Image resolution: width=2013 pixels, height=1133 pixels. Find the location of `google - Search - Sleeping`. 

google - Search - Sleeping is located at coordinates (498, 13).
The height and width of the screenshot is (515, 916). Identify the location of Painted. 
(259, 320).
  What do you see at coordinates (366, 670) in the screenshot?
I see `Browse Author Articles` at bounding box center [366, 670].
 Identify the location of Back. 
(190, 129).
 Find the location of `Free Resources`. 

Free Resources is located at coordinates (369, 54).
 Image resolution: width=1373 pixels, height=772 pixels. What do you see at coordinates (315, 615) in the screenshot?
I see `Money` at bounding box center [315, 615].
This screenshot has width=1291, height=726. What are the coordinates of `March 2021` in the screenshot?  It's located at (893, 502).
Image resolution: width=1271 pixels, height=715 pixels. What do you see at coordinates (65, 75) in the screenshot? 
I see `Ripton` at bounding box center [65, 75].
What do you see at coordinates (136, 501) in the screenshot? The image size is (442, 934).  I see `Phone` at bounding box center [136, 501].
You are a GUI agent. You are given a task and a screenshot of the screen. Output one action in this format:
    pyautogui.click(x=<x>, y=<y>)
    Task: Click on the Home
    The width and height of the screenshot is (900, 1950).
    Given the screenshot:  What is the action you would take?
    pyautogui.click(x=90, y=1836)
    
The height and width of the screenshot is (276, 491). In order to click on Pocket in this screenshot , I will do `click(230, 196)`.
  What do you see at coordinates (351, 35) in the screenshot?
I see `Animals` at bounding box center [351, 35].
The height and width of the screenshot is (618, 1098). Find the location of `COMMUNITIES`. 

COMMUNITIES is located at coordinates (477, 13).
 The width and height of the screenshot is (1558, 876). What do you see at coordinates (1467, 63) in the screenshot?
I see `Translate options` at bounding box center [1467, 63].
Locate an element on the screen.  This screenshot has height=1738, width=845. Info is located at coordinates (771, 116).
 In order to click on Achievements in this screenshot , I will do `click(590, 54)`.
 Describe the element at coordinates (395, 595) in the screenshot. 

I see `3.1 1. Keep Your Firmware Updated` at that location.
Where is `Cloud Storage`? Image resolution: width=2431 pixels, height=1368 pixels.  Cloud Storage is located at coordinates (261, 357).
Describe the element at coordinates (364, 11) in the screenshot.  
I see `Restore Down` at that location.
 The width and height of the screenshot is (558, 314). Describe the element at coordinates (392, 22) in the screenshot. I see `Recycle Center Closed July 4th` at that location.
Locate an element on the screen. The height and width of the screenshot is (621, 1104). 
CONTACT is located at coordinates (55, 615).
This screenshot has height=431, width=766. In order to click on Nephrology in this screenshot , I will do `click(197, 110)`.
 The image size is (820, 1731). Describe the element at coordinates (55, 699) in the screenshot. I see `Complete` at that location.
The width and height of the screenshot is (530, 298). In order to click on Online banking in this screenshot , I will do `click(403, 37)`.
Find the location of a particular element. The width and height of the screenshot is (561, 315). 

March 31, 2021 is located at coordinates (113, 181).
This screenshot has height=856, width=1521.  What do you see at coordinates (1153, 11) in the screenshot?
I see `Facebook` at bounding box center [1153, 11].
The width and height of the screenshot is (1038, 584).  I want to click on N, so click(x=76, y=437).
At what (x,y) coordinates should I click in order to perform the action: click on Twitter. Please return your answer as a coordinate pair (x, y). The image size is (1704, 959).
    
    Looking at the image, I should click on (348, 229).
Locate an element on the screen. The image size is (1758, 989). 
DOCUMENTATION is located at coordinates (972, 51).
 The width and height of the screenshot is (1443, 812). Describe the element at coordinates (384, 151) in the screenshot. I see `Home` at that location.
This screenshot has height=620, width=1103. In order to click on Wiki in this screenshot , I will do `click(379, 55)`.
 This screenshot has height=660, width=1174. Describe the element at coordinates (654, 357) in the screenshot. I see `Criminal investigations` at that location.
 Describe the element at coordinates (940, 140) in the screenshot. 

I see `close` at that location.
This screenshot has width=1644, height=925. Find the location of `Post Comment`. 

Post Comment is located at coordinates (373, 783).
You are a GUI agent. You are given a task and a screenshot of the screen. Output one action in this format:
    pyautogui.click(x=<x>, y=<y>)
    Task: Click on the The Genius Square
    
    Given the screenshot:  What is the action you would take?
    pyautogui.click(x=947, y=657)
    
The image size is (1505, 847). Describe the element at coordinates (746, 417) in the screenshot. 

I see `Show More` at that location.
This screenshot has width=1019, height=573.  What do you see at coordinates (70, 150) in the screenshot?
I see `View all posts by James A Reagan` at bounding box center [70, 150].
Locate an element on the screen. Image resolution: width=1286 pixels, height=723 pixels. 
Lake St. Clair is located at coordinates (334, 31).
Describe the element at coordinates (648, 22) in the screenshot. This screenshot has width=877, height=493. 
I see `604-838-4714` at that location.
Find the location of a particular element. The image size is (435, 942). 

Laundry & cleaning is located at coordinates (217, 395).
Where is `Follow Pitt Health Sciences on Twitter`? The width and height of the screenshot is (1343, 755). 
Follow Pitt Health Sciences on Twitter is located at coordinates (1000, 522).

What you have to do:
Print every record above exactly as it appears.

Exercise output:
Image resolution: width=2013 pixels, height=1133 pixels. Find the location of `google - Search - Sleeping`. 

google - Search - Sleeping is located at coordinates (498, 13).
The height and width of the screenshot is (515, 916). Identify the location of Painted. 
(259, 320).
  What do you see at coordinates (366, 670) in the screenshot?
I see `Browse Author Articles` at bounding box center [366, 670].
 Identify the location of Back. 
(190, 129).
 Find the location of `Free Resources`. 

Free Resources is located at coordinates (369, 54).
 Image resolution: width=1373 pixels, height=772 pixels. What do you see at coordinates (315, 615) in the screenshot?
I see `Money` at bounding box center [315, 615].
This screenshot has width=1291, height=726. What are the coordinates of `March 2021` in the screenshot?  It's located at (893, 502).
Image resolution: width=1271 pixels, height=715 pixels. What do you see at coordinates (65, 75) in the screenshot? 
I see `Ripton` at bounding box center [65, 75].
What do you see at coordinates (136, 501) in the screenshot? The image size is (442, 934).  I see `Phone` at bounding box center [136, 501].
You are a GUI agent. You are given a task and a screenshot of the screen. Output one action in this format:
    pyautogui.click(x=<x>, y=<y>)
    Task: Click on the Home
    The width and height of the screenshot is (900, 1950).
    Given the screenshot:  What is the action you would take?
    pyautogui.click(x=90, y=1836)
    
The height and width of the screenshot is (276, 491). In order to click on Pocket in this screenshot , I will do `click(230, 196)`.
  What do you see at coordinates (351, 35) in the screenshot?
I see `Animals` at bounding box center [351, 35].
The height and width of the screenshot is (618, 1098). Find the location of `COMMUNITIES`. 

COMMUNITIES is located at coordinates (477, 13).
 The width and height of the screenshot is (1558, 876). What do you see at coordinates (1467, 63) in the screenshot?
I see `Translate options` at bounding box center [1467, 63].
Locate an element on the screen.  This screenshot has height=1738, width=845. Info is located at coordinates (771, 116).
 In order to click on Achievements in this screenshot , I will do `click(590, 54)`.
 Describe the element at coordinates (395, 595) in the screenshot. 

I see `3.1 1. Keep Your Firmware Updated` at that location.
Where is `Cloud Storage`? Image resolution: width=2431 pixels, height=1368 pixels.  Cloud Storage is located at coordinates (261, 357).
Describe the element at coordinates (364, 11) in the screenshot.  
I see `Restore Down` at that location.
 The width and height of the screenshot is (558, 314). Describe the element at coordinates (392, 22) in the screenshot. I see `Recycle Center Closed July 4th` at that location.
Locate an element on the screen. The height and width of the screenshot is (621, 1104). 
CONTACT is located at coordinates (55, 615).
This screenshot has height=431, width=766. In order to click on Nephrology in this screenshot , I will do `click(197, 110)`.
 The image size is (820, 1731). Describe the element at coordinates (55, 699) in the screenshot. I see `Complete` at that location.
The width and height of the screenshot is (530, 298). In order to click on Online banking in this screenshot , I will do `click(403, 37)`.
Find the location of a particular element. The width and height of the screenshot is (561, 315). 

March 31, 2021 is located at coordinates (113, 181).
This screenshot has height=856, width=1521.  What do you see at coordinates (1153, 11) in the screenshot?
I see `Facebook` at bounding box center [1153, 11].
The width and height of the screenshot is (1038, 584).  I want to click on N, so click(x=76, y=437).
At what (x,y) coordinates should I click in order to perform the action: click on Twitter. Please return your answer as a coordinate pair (x, y). The image size is (1704, 959).
    
    Looking at the image, I should click on (348, 229).
Locate an element on the screen. The image size is (1758, 989). 
DOCUMENTATION is located at coordinates (972, 51).
 The width and height of the screenshot is (1443, 812). Describe the element at coordinates (384, 151) in the screenshot. I see `Home` at that location.
This screenshot has height=620, width=1103. In order to click on Wiki in this screenshot , I will do `click(379, 55)`.
 This screenshot has height=660, width=1174. Describe the element at coordinates (654, 357) in the screenshot. I see `Criminal investigations` at that location.
 Describe the element at coordinates (940, 140) in the screenshot. 

I see `close` at that location.
This screenshot has width=1644, height=925. Find the location of `Post Comment`. 

Post Comment is located at coordinates (373, 783).
You are a GUI agent. You are given a task and a screenshot of the screen. Output one action in this format:
    pyautogui.click(x=<x>, y=<y>)
    Task: Click on the The Genius Square
    
    Given the screenshot:  What is the action you would take?
    pyautogui.click(x=947, y=657)
    
The image size is (1505, 847). Describe the element at coordinates (746, 417) in the screenshot. 

I see `Show More` at that location.
This screenshot has width=1019, height=573.  What do you see at coordinates (70, 150) in the screenshot?
I see `View all posts by James A Reagan` at bounding box center [70, 150].
Locate an element on the screen. Image resolution: width=1286 pixels, height=723 pixels. 
Lake St. Clair is located at coordinates (334, 31).
Describe the element at coordinates (648, 22) in the screenshot. This screenshot has width=877, height=493. 
I see `604-838-4714` at that location.
Find the location of a particular element. The image size is (435, 942). 

Laundry & cleaning is located at coordinates (217, 395).
Where is `Follow Pitt Health Sciences on Twitter`? The width and height of the screenshot is (1343, 755). 
Follow Pitt Health Sciences on Twitter is located at coordinates (1000, 522).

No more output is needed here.